A self-proclaimed leader of the Black Lives Matter (BLM) movement who has played his hard line social activism and eager community agitation into a chance to peddle his race-centered views through left-leaning media, DeRay McKesson, many would say, is nothing if not an opportunist. And when the opportunity arose yesterday to whip the horses of his race-baiting bandwagon in the immediate wake of the horrific on-air ambush murders of two white TV journalists, McKesson wasted no time.
As pointed out on the Twitter-monitoring website Twitchy, McKesson had heard initially that “the man who shot and killed a WDBJ7 reporter and photographer…was a white man, and instinct took over.”

Image Credit: Twitchy
That “whiteness will explain away nearly everything” comment quickly drew sharp criticism from Twitter users who pushed back hard against McKesson’s presumption of “white guilt,” noting that the BLM race-baiter’s rush to judgment exposed his own deep-seated racial prejudice.
After the truth came out — that the fired TV station employee who shot and killed his former colleagues was a black, gay, Obama-supporter known for making trouble in the workplace — the prominent BLM activist tried to cover his Twitter tracks, as Breitbart News pointed out:
DeRay — who gained fame as social media activist and inserted himself into the Baltimore and Ferguson riots – then reportedly added his own comments [to earlier race-based tweets]. The tweet by DeRay has been removed from his Twitter timeline.
Since the social media episode in which the BLM agitator tried to jump on what he may have thought would be a way to divert attention from black-on-black killings, McKesson has tried to explain away his initial instinct to blame “whiteness.”
The latest backtrack came Thursday morning on his Twitter feed:
Of course, in the minds of many, all this effort to say he was simply reacting to initial news reports about the horrific TV killings only serves to underscore this black activist’s own prejudicial instinct to make everything — even a terrible tragedy such as the slaughter of two young TV journalists — about race. Clearly, not everything can be viewed and judged in such black and white terms.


● **Exercise directions**:
Whenever a line contains the string "transcription", copy it out of the entries.

Source records
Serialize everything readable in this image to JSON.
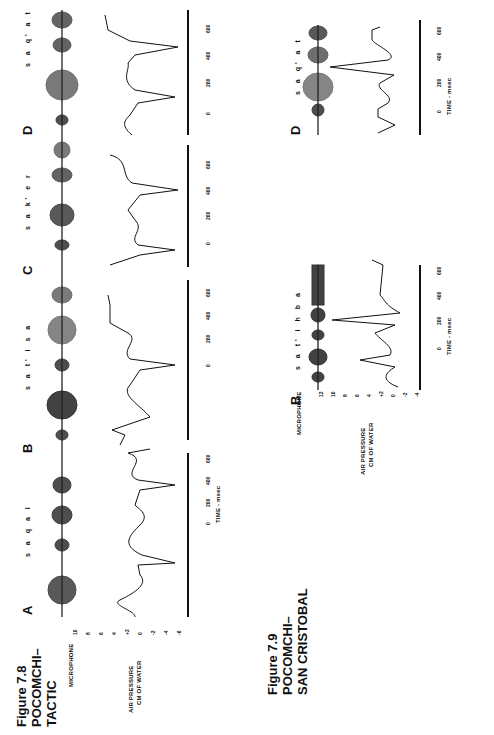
{
  "figure_7_8": {
    "title": "Figure 7.8\nPOCOMCHI–\nTACTIC",
    "microphone_label": "MICROPHONE",
    "pressure_label_1": "AIR  PRESSURE",
    "pressure_label_2": "CM OF WATER",
    "y_ticks": [
      "10",
      "8",
      "6",
      "4",
      "+2",
      "0",
      "-2",
      "-4",
      "-6"
    ],
    "time_label": "TIME - msec",
    "panels": [
      {
        "letter": "A",
        "transcription": "s a q a l",
        "time_ticks": [
          "0",
          "200",
          "400",
          "600"
        ]
      },
      {
        "letter": "B",
        "transcription": "s a t' i s a",
        "time_ticks": [
          "0",
          "200",
          "400",
          "600"
        ]
      },
      {
        "letter": "C",
        "transcription": "s a k' e r",
        "time_ticks": [
          "0",
          "200",
          "400",
          "600"
        ]
      },
      {
        "letter": "D",
        "transcription": "s a q' a t",
        "time_ticks": [
          "0",
          "200",
          "400",
          "600"
        ]
      }
    ]
  },
  "figure_7_9": {
    "title": "Figure 7.9\nPOCOMCHI–\nSAN CRISTOBAL",
    "microphone_label": "MICROPHONE",
    "pressure_label_1": "AIR  PRESSURE",
    "pressure_label_2": "CM OF WATER",
    "y_ticks": [
      "12",
      "10",
      "8",
      "6",
      "4",
      "+2",
      "0",
      "-2",
      "-4"
    ],
    "time_label": "TIME - msec",
    "panels": [
      {
        "letter": "B",
        "transcription": "s a t' i h b a",
        "time_ticks": [
          "0",
          "200",
          "400",
          "600"
        ]
      },
      {
        "letter": "D",
        "transcription": "s a q' a t",
        "time_ticks": [
          "0",
          "200",
          "400",
          "600"
        ]
      }
    ]
  }
}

● **Final answer**:
        "transcription": "s a q a l",
        "transcription": "s a t' i s a",
        "transcription": "s a k' e r",
        "transcription": "s a q' a t",
        "transcription": "s a t' i h b a",
        "transcription": "s a q' a t",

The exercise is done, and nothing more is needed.